One of them called Trump's White House "uniquely dysfunctional" while another characterised the US leader as "incompetent" and "insecure". Their release came just a month after Trump visibly enjoyed himself during a state visit that included a 41-gun salute welcome at Buckingham Palace and a banquet dinner with the queen. They also threatened to complicate London's efforts to strike a new US trade agreement that could mitigate potential damage from Britain's withdrawal from the European Union.
Trump fired back by saying that people in his administration were "not big fans" of London's man in Washington. "We are not big fans of that man and he has not served the UK well. So I can understand it, and I can say things about him but I won't bother," Trump told reporters. UK officials defended Darroch as a professional who was carrying out his duties by providing "frank" assessments of the latest developments in Washington.

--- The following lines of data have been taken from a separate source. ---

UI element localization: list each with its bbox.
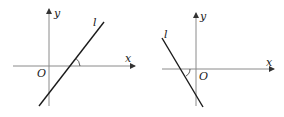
right-line-label: l	[164, 28, 168, 41]
right-graph: y x O l	[162, 10, 274, 107]
right-x-label: x	[266, 56, 273, 69]
right-angle-arc	[186, 69, 190, 76]
left-angle-arc	[76, 58, 81, 66]
diagram-canvas: y x O l y x O l	[0, 0, 284, 117]
right-y-label: y	[199, 10, 207, 23]
left-line-label: l	[93, 16, 97, 29]
left-y-label: y	[53, 7, 61, 20]
right-origin-label: O	[199, 70, 208, 83]
left-graph: y x O l	[13, 7, 135, 106]
left-x-label: x	[125, 52, 132, 65]
left-origin-label: O	[37, 67, 46, 80]
right-line-l	[162, 38, 203, 107]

"Our ambassadors provide honest, unvarnished assessments of politics in their country," a Downing Street spokesman said. "As you'd expect, contact has been made with the Trump administration setting out our view that we believe the leak is unacceptable." Foreign Secretary Jeremy Hunt said the culprit would face "very serious consequences if and when we find out who was responsible".

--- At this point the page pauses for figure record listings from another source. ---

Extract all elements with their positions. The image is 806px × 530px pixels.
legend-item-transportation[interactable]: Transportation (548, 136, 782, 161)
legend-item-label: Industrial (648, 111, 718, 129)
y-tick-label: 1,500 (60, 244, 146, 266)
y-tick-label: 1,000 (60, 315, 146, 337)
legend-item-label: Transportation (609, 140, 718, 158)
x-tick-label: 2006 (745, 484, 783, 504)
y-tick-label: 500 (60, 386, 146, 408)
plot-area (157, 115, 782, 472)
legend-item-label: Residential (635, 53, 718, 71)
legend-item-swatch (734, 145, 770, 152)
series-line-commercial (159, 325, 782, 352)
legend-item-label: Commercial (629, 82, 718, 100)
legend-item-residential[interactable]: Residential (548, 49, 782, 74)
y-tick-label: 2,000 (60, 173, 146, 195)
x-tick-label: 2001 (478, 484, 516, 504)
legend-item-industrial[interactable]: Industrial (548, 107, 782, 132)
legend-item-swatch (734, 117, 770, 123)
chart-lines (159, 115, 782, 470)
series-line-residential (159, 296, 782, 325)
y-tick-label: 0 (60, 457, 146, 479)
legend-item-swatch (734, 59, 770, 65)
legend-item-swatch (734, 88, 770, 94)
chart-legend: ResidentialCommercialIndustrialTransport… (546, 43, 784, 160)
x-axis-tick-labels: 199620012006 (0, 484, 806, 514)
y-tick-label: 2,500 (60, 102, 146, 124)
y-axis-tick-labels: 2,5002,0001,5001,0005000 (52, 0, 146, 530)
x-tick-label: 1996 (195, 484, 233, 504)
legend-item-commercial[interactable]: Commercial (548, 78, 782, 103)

His US affairs deputy Alan Duncan later told parliament that the police could launch their own investigation "if evidence of criminality is found. "The most important focus is to establish who is responsible for this despicable leak," Duncan said. The Daily Telegraph newspaper said such memos are seen by up to 100 people working in the Foreign Office and other government departments.
"But it would require a single official or minister to have access to the whole cache, inevitably casting the spotlight on senior ministers," it wrote. The immediate suspicion of the London papers fell on Brexit-backing players in a power struggle within the governing Conservative Party. British politics are in for a major revamp once Prime Minister Theresa May ends her three-year spell in power later this month.